Chalabi was born in Beirut in 1977. He obtained his BA in philosophy in 2002 from the Lebanese University (UL), and a diploma in architecture from the Lebanese Academy of Fine Arts (ALBA) in 2004. He continued his studies in philosophy at Paris 8 where he obtained a Master 2 in 2008, and his PhD in 2017. Chalabi taught philosophy and art theory at the American University of Beirut (AUB), Saint Joseph University (USJ), and the Lebanese Academy of Fine Arts (ALBA) between 2012 and 2021. Today he is an associate professor in the French national education system, and lives and teaches in Paris. His main fields of interest are the study of ontological argumentation and the politics of resistance and image theory, using a Deleuzian and Foucauldian approach. He has published numerous articles on art in the context of the Lebanese wars, on metaphysics, and a book in comparative ontology, La logique de l’argumentation ontologique (L’Harmattan, Paris 2024).

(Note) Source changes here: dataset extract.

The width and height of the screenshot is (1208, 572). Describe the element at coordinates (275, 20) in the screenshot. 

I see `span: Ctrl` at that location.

Vladan Joler: Data Situationism and Tactical Archives
Vladan Joler will present two interconnected collective data interventions that document and examine cases of state violence through collective testimony and data structuring. Situated within contemporary repressive political and informational systems, these interventions critically analyze how such systems shape knowledge, visibility, and truth.
The first investigation, Zvučni napad (zvuk.labs.rs), examines a sonic attack during a protest in Belgrade on March 15, 2025, reconstructing the event through thousands of anonymized citizen testimonies that capture sensory, psychological, and physical trauma. The second, Svedočanstva policijske brutalnosti (svedocanstva.labs.rs), focuses on police violence against students and citizens during protests in Novi Sad on September 5, 2025.

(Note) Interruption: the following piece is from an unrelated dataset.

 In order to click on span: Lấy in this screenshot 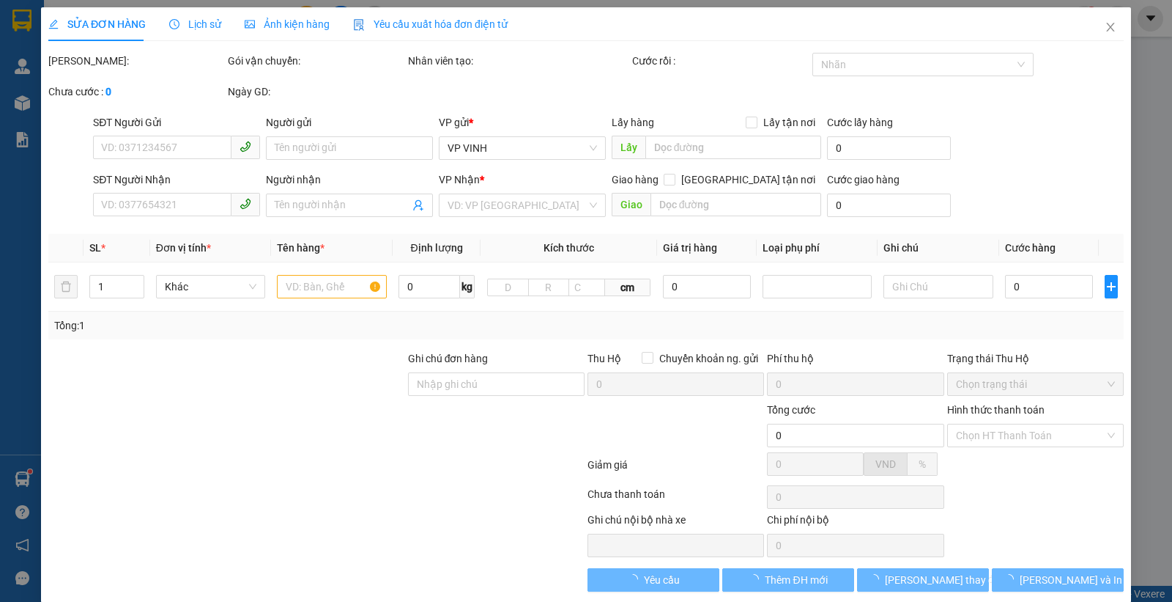, I will do `click(629, 147)`.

Together, these rapid-response interventions form a tactical archive that transforms fragmented collective experiences and trauma into structured evidence. Combining participatory methodologies, digital forensics, and artistic practice, the project positions archiving as a political act and a form of collective post-traumatic care.
Understood as data situationism, this approach seeks to reclaim informational space by challenging how reality is encoded, processed, and governed through data. It confronts post-truth conditions and institutional silence not only by making violence visible, but by proposing alternative, collectively governed forms of knowledge production, reclaiming public memory as a space of resistance, accountability, and epistemic justice.
Prof. Dr. Vladan Joler is an academic, researcher, and artist working at the intersection of technology and society. His practice combines critical and system design, data investigations and counter-cartography to explore algorithmic transparency, digital labor, and invisible infrastructures. He is a recipient of the Silver Lion at the 2025 Venice Architecture Biennale, the 2024 S+T+ARTS Grand Prize, and the 2019 Design of the Year Award. His work is held in major collections and exhibited internationally.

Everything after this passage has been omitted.